India's oil ministry plans to carve up ONGC

Wednesday 28th April 2021 06:03 EDT
 
 

India's oil ministry has drawn up plans to carve up ONGC, the country’s largest explorer into smaller entities, sell stake in its major producing and upcoming fields to private companies and privatise smaller discoveries.

The ministry sent an ‘action plan’ to the company on April 1, a day after full-time chairman Shashi Shanker retired. The letter from additional secretary (exploration) Amar Nath asked acting chairman and director (finance) Subhash Kumar to respond by “Monday, April 5”.

The action plan centres around hiving off in-house operations - drilling, well services, logging, workover services and data processing - into separate entities. It identifies Ratna-R and Pana-Mukta offshore fields as well as Gandhar onland in Gujarat for inducting private partners in the western region. In the eastern offshore, the $5-billion KGDWN-98/2 gas project, slated to be the crown jewel, Deendayal West block, acquired from GSPC for $995 million in 2017, and Ashoknagar onland discovery near Kolkata have been flagged for inducting “global majors as partners”.

Industry analysts said the plan will turn ONGC into a surrogate company where it will be left with investing risk capital for exploration but will have to share the fruits of its toil with private partners brought in to develop discoveries “on market-friendly terms as lower royalty”.

Separating in-house expertise and functions, built over the years, into separate entities will weaken ONGC’s value and raise costs. “ONGC will have to pay 18% GST to the subsidiaries for services but will not be able to claim input credit. Today, this is not so since these are in-house functions,” an analyst said.

ONGC will lose its financial leverage in raising cheap debt as “nobody lends to a company whose primary task will be to sink risk capital”, a former company executive said. Another former executive said ONGC may be left stranded as the subsidiaries will look for contracts from others. “Many companies with fields are struggling due to dearth of cheaper domestic resources in these services. There could be instances where, say, the capacity of the drilling subsidiary is booked by other companies,” he added. The plan also envisages privatising smaller fields and monetising assets.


## WHAT IS BEING ASKED
Repeat what the lines below say, word for word, and skip every image.

(Stored data entries)
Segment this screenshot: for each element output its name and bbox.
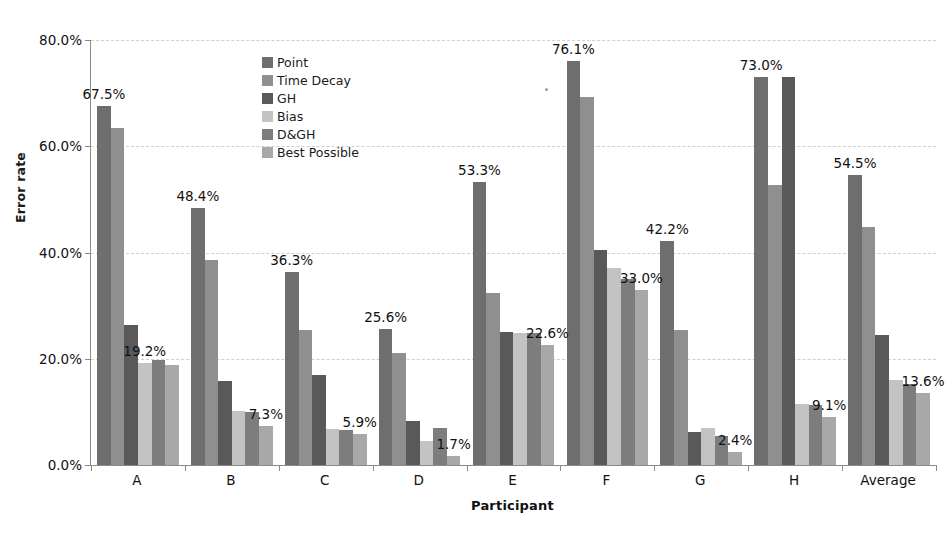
bar[interactable] <box>232 411 246 465</box>
bar[interactable] <box>916 393 930 465</box>
bar[interactable] <box>580 97 594 465</box>
bar[interactable] <box>607 268 621 465</box>
bar[interactable] <box>822 417 836 465</box>
bar-groups <box>91 40 936 465</box>
x-axis-tick-mark <box>748 465 749 471</box>
bar[interactable] <box>527 333 541 465</box>
bar-group <box>97 40 179 465</box>
bar-group <box>567 40 649 465</box>
bar[interactable] <box>754 77 768 465</box>
x-axis-tick-label: E <box>508 472 517 488</box>
bar[interactable] <box>500 332 514 465</box>
bar[interactable] <box>406 421 420 465</box>
bar[interactable] <box>768 185 782 465</box>
legend-item[interactable]: GH <box>262 91 359 106</box>
data-label: 5.9% <box>343 414 377 430</box>
x-axis-tick-label: D <box>413 472 423 488</box>
y-axis-tick-label: 60.0% <box>16 138 82 154</box>
legend-swatch-icon <box>262 111 273 122</box>
bar[interactable] <box>635 290 649 465</box>
bar[interactable] <box>688 432 702 465</box>
data-label: 42.2% <box>646 221 689 237</box>
bar[interactable] <box>889 380 903 465</box>
data-label: 53.3% <box>458 162 501 178</box>
legend-item[interactable]: Point <box>262 55 359 70</box>
legend-item-label: D&GH <box>277 127 315 142</box>
bar[interactable] <box>191 208 205 465</box>
bar[interactable] <box>875 335 889 465</box>
data-label: 2.4% <box>718 432 752 448</box>
bar[interactable] <box>353 434 367 465</box>
x-axis-tick-label: G <box>695 472 705 488</box>
bar[interactable] <box>567 61 581 465</box>
bar[interactable] <box>218 381 232 465</box>
data-label: 54.5% <box>834 155 877 171</box>
bar-group <box>191 40 273 465</box>
legend-item[interactable]: Time Decay <box>262 73 359 88</box>
bar[interactable] <box>782 77 796 465</box>
y-axis-tick-labels: 0.0%20.0%40.0%60.0%80.0% <box>0 0 82 542</box>
bar-group <box>660 40 742 465</box>
bar-group <box>848 40 930 465</box>
legend-item-label: Best Possible <box>277 145 359 160</box>
data-label: 67.5% <box>82 86 125 102</box>
bar[interactable] <box>903 384 917 465</box>
bar[interactable] <box>795 404 809 465</box>
bar[interactable] <box>259 426 273 465</box>
legend-swatch-icon <box>262 57 273 68</box>
bar[interactable] <box>138 363 152 465</box>
x-axis-tick-mark <box>279 465 280 471</box>
x-axis-tick-mark <box>842 465 843 471</box>
bar[interactable] <box>513 333 527 465</box>
bar[interactable] <box>379 329 393 465</box>
x-axis-tick-label: F <box>602 472 610 488</box>
data-label: 48.4% <box>176 188 219 204</box>
x-axis-tick-label: C <box>320 472 329 488</box>
plot-area: 67.5%19.2%48.4%7.3%36.3%5.9%25.6%1.7%53.… <box>90 40 936 466</box>
bar[interactable] <box>97 106 111 465</box>
legend-item[interactable]: D&GH <box>262 127 359 142</box>
bar[interactable] <box>621 279 635 465</box>
bar[interactable] <box>420 441 434 465</box>
legend-item-label: GH <box>277 91 296 106</box>
bar[interactable] <box>285 272 299 465</box>
x-axis-tick-mark <box>654 465 655 471</box>
x-axis-tick-mark <box>185 465 186 471</box>
bar[interactable] <box>594 250 608 465</box>
data-label: 76.1% <box>552 41 595 57</box>
x-axis-tick-mark <box>91 465 92 471</box>
data-label: 33.0% <box>620 270 663 286</box>
bar[interactable] <box>473 182 487 465</box>
bar[interactable] <box>447 456 461 465</box>
bar[interactable] <box>326 429 340 465</box>
data-label: 13.6% <box>902 373 945 389</box>
bar[interactable] <box>205 260 219 465</box>
bar[interactable] <box>728 452 742 465</box>
legend-item[interactable]: Bias <box>262 109 359 124</box>
legend-item-label: Bias <box>277 109 303 124</box>
data-label: 36.3% <box>270 252 313 268</box>
bar[interactable] <box>392 353 406 465</box>
bar[interactable] <box>312 375 326 465</box>
bar[interactable] <box>848 175 862 465</box>
bar[interactable] <box>701 428 715 465</box>
data-label: 73.0% <box>740 57 783 73</box>
bar[interactable] <box>152 360 166 465</box>
bar[interactable] <box>809 405 823 465</box>
bar[interactable] <box>862 227 876 465</box>
bar[interactable] <box>165 365 179 465</box>
bar[interactable] <box>299 330 313 465</box>
bar[interactable] <box>111 128 125 465</box>
legend-item[interactable]: Best Possible <box>262 145 359 160</box>
legend-swatch-icon <box>262 93 273 104</box>
scan-artifact-speck <box>545 88 548 91</box>
bar[interactable] <box>339 430 353 465</box>
bar-group <box>473 40 555 465</box>
bar[interactable] <box>486 293 500 465</box>
bar[interactable] <box>674 330 688 465</box>
x-axis-tick-label: A <box>132 472 141 488</box>
legend-swatch-icon <box>262 147 273 158</box>
bar[interactable] <box>541 345 555 465</box>
x-axis-tick-label: H <box>789 472 799 488</box>
data-label: 9.1% <box>812 397 846 413</box>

## EXERCISE ANSWER
Segment this screenshot: for each element output its name and bbox.
bar[interactable] <box>232 411 246 465</box>
bar[interactable] <box>916 393 930 465</box>
bar[interactable] <box>580 97 594 465</box>
bar[interactable] <box>607 268 621 465</box>
bar[interactable] <box>822 417 836 465</box>
bar-groups <box>91 40 936 465</box>
x-axis-tick-mark <box>748 465 749 471</box>
bar[interactable] <box>527 333 541 465</box>
bar-group <box>97 40 179 465</box>
bar-group <box>567 40 649 465</box>
bar[interactable] <box>754 77 768 465</box>
x-axis-tick-label: E <box>508 472 517 488</box>
bar[interactable] <box>500 332 514 465</box>
bar[interactable] <box>406 421 420 465</box>
bar[interactable] <box>768 185 782 465</box>
legend-item[interactable]: GH <box>262 91 359 106</box>
data-label: 5.9% <box>343 414 377 430</box>
x-axis-tick-label: D <box>413 472 423 488</box>
y-axis-tick-label: 60.0% <box>16 138 82 154</box>
legend-swatch-icon <box>262 111 273 122</box>
bar[interactable] <box>635 290 649 465</box>
bar[interactable] <box>688 432 702 465</box>
data-label: 42.2% <box>646 221 689 237</box>
bar[interactable] <box>889 380 903 465</box>
data-label: 53.3% <box>458 162 501 178</box>
legend-item[interactable]: Point <box>262 55 359 70</box>
legend-item-label: D&GH <box>277 127 315 142</box>
bar[interactable] <box>191 208 205 465</box>
bar[interactable] <box>875 335 889 465</box>
data-label: 2.4% <box>718 432 752 448</box>
bar[interactable] <box>353 434 367 465</box>
x-axis-tick-label: G <box>695 472 705 488</box>
bar[interactable] <box>567 61 581 465</box>
bar[interactable] <box>218 381 232 465</box>
data-label: 54.5% <box>834 155 877 171</box>
bar-group <box>191 40 273 465</box>
legend-item[interactable]: Time Decay <box>262 73 359 88</box>
bar[interactable] <box>782 77 796 465</box>
y-axis-tick-labels: 0.0%20.0%40.0%60.0%80.0% <box>0 0 82 542</box>
bar-group <box>660 40 742 465</box>
bar-group <box>848 40 930 465</box>
legend-item-label: Best Possible <box>277 145 359 160</box>
data-label: 67.5% <box>82 86 125 102</box>
bar[interactable] <box>903 384 917 465</box>
bar[interactable] <box>795 404 809 465</box>
bar[interactable] <box>259 426 273 465</box>
legend-swatch-icon <box>262 57 273 68</box>
bar[interactable] <box>138 363 152 465</box>
x-axis-tick-mark <box>279 465 280 471</box>
x-axis-tick-mark <box>842 465 843 471</box>
bar[interactable] <box>513 333 527 465</box>
bar[interactable] <box>379 329 393 465</box>
x-axis-tick-label: F <box>602 472 610 488</box>
data-label: 48.4% <box>176 188 219 204</box>
x-axis-tick-label: C <box>320 472 329 488</box>
plot-area: 67.5%19.2%48.4%7.3%36.3%5.9%25.6%1.7%53.… <box>90 40 936 466</box>
bar[interactable] <box>97 106 111 465</box>
legend-item[interactable]: D&GH <box>262 127 359 142</box>
bar[interactable] <box>621 279 635 465</box>
bar[interactable] <box>420 441 434 465</box>
legend-item-label: GH <box>277 91 296 106</box>
bar[interactable] <box>285 272 299 465</box>
x-axis-tick-mark <box>654 465 655 471</box>
x-axis-tick-mark <box>185 465 186 471</box>
bar[interactable] <box>594 250 608 465</box>
data-label: 76.1% <box>552 41 595 57</box>
x-axis-tick-mark <box>91 465 92 471</box>
data-label: 33.0% <box>620 270 663 286</box>
bar[interactable] <box>473 182 487 465</box>
bar[interactable] <box>447 456 461 465</box>
bar[interactable] <box>326 429 340 465</box>
data-label: 13.6% <box>902 373 945 389</box>
bar[interactable] <box>205 260 219 465</box>
bar[interactable] <box>728 452 742 465</box>
legend-item[interactable]: Bias <box>262 109 359 124</box>
legend-item-label: Bias <box>277 109 303 124</box>
data-label: 36.3% <box>270 252 313 268</box>
bar[interactable] <box>392 353 406 465</box>
bar[interactable] <box>312 375 326 465</box>
bar[interactable] <box>848 175 862 465</box>
bar[interactable] <box>701 428 715 465</box>
data-label: 73.0% <box>740 57 783 73</box>
bar[interactable] <box>152 360 166 465</box>
bar[interactable] <box>809 405 823 465</box>
bar[interactable] <box>862 227 876 465</box>
bar[interactable] <box>165 365 179 465</box>
bar[interactable] <box>299 330 313 465</box>
bar[interactable] <box>111 128 125 465</box>
legend-item[interactable]: Best Possible <box>262 145 359 160</box>
legend-swatch-icon <box>262 93 273 104</box>
scan-artifact-speck <box>545 88 548 91</box>
bar[interactable] <box>339 430 353 465</box>
bar-group <box>473 40 555 465</box>
bar[interactable] <box>486 293 500 465</box>
bar[interactable] <box>674 330 688 465</box>
x-axis-tick-label: A <box>132 472 141 488</box>
legend-swatch-icon <box>262 147 273 158</box>
bar[interactable] <box>541 345 555 465</box>
x-axis-tick-label: H <box>789 472 799 488</box>
data-label: 9.1% <box>812 397 846 413</box>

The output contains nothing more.